God is truth (John 14:6), so he loves honesty. That’s why he tells us (through David), “Blessed is the man . . . in whose spirit there is no deceit” (Psalm 32:2). David knew both the blessedness of honesty and the wretchedness of dishonesty. He wrote,

For when I kept silent, my bones wasted away through my groaning all day long. For day and night your hand was heavy upon me; my strength was dried up as by the heat of summer. Selah. I acknowledged my sin to you, and I did not cover my iniquity; I said, “I will confess my transgressions to the Lord,” and you forgave the iniquity of my sin. Selah. (Psalm 32:3–5)

When David was dishonest with God and men, it was like a wasting disease. When he came clean with God and men, it was health and refreshment to his soul.

This is what God wants us to have: health and refreshment to our souls. It is a great mercy when God rests his hand heavy upon us because we are living dishonestly. And the longer we walk with him, the more rigorously he demands we live truthfully before him. He wants truth to reign in every part of us because he wants us to enjoy full freedom — to increasingly know him. And we can never really know God until we are willing to be truthful with him and for him.

Honesty Is Just the Beginning

God loves honesty. But honesty is often just the beginning of living truthfully. Because being honest doesn’t necessarily mean we believe what is true. It merely means we speak and live consistently with what we do believe — however consistent or inconsistent what we believe is with reality.
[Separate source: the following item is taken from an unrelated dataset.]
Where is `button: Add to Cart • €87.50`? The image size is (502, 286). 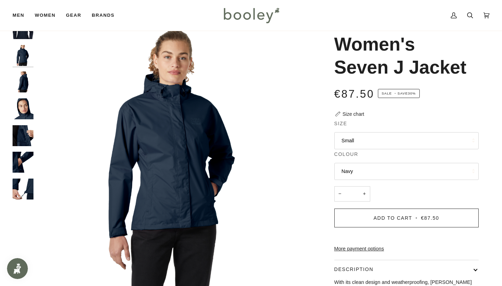
button: Add to Cart • €87.50 is located at coordinates (406, 218).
Honesty is being true to one’s actual convictions. But one’s actual convictions might not be true. It is possible for us to be honest and wrong at the same time.
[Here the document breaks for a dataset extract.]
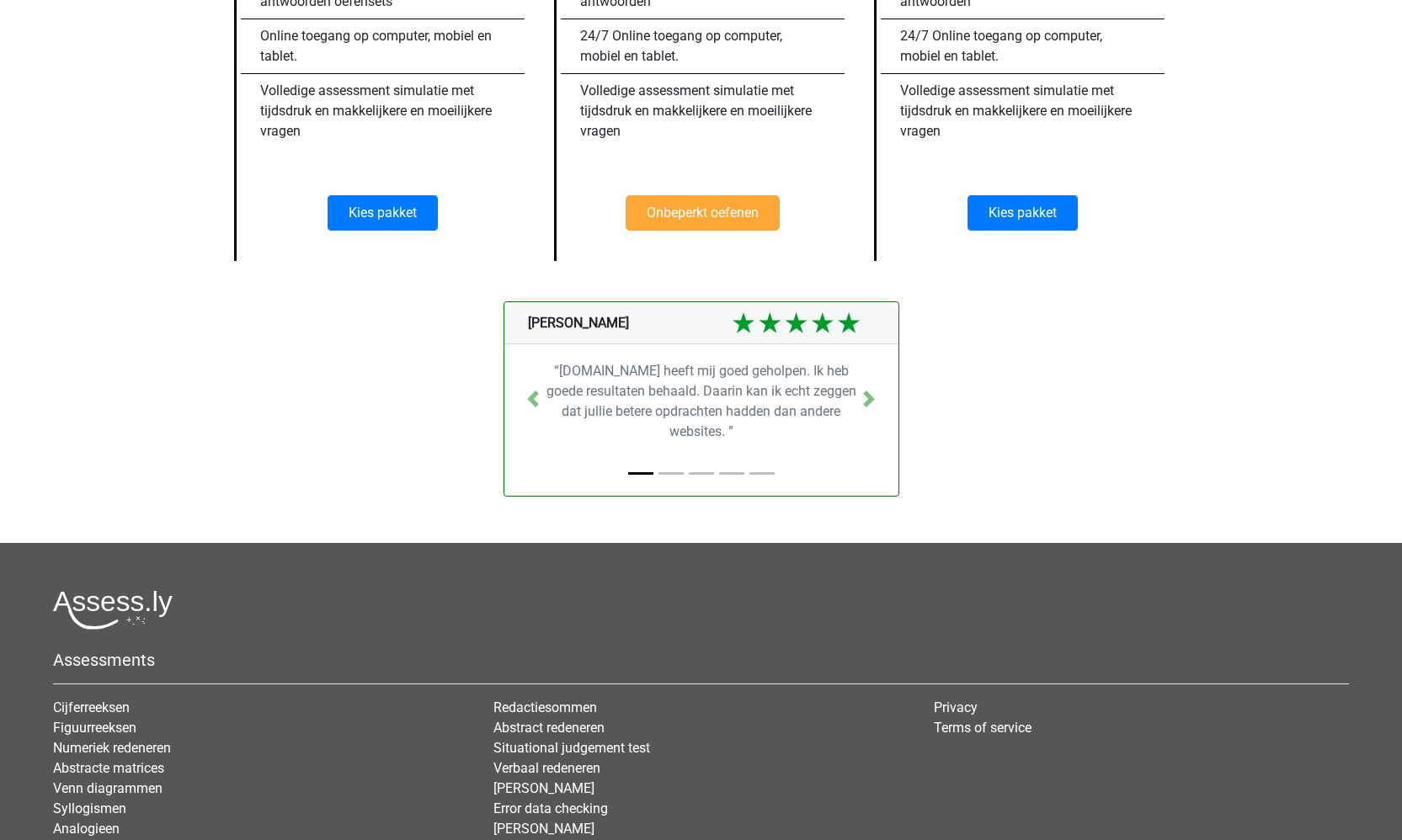  What do you see at coordinates (547, 768) in the screenshot?
I see `a: Verbaal redeneren` at bounding box center [547, 768].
In fact, the relief of finally being honest, even if what we are being honest about is wrong, can feel emancipating. We’ve all experienced or witnessed this. When someone who has been secretly struggling with homosexuality finally comes out and embraces it, it often feels wonderful and freeing. Or when someone who has professed faith in Christ secretly stops believing the reality of Christianity, it can be a great relief to finally admit it and stop pretending. Or when a spouse has secretly been committing adultery, it can feel liberating to bring it out into the open, even if they are not repentant. What each of these people experiences is a sense of being true to themselves, even if what they actually believe isn’t true and right.

We are made to live with integrity — where our inner beings align with our outer beings. That makes honesty the beginning of the real work. God does want us to be honest, even when what we really believe is not good. It’s better to be honest than deceptive. But that’s not the honesty God is after — to honestly believe something that’s false. That kind of honesty won’t set us free. Truth is what sets us free. God’s truth. The God who is the truth.

Honest to God

God delights when truth reigns in our inmost being (Psalm 51:6). And Jesus said, “I am the way, and the truth, and the life. No one comes to the Father except through me” (John 14:6). It is Jesus — not our disordered and broken psyches, desires, bodies, and pasts — that determines who we are and how we should live. He is the truth and the way. We cannot really be true to ourselves until our selves derive their identity, purpose, and destiny from the Father through Jesus.

Being honest to God is openly admitting who we really are and no longer living out of the fear of man. But it is more than that. It is repenting of the pride that has fueled our deceptive ways of living, whatever that might mean. And it is laying down before our merciful King Jesus all our old, sinful, defective beliefs about what it means to be significant and worthy and “enough.” And it is embracing his truth, however difficult and painful that embrace might feel at first.

What God is after in this truly honest surrender is to give us the greatest joy possible: himself. He wants to align our inner beings and our outer beings with his being. And this alignment only happens when we lay aside our foolish pride and humble ourselves under his mighty hand (1 Peter 5:6), for he knows how and when to exalt us in ways that will blow our minds and increase our joy — in him.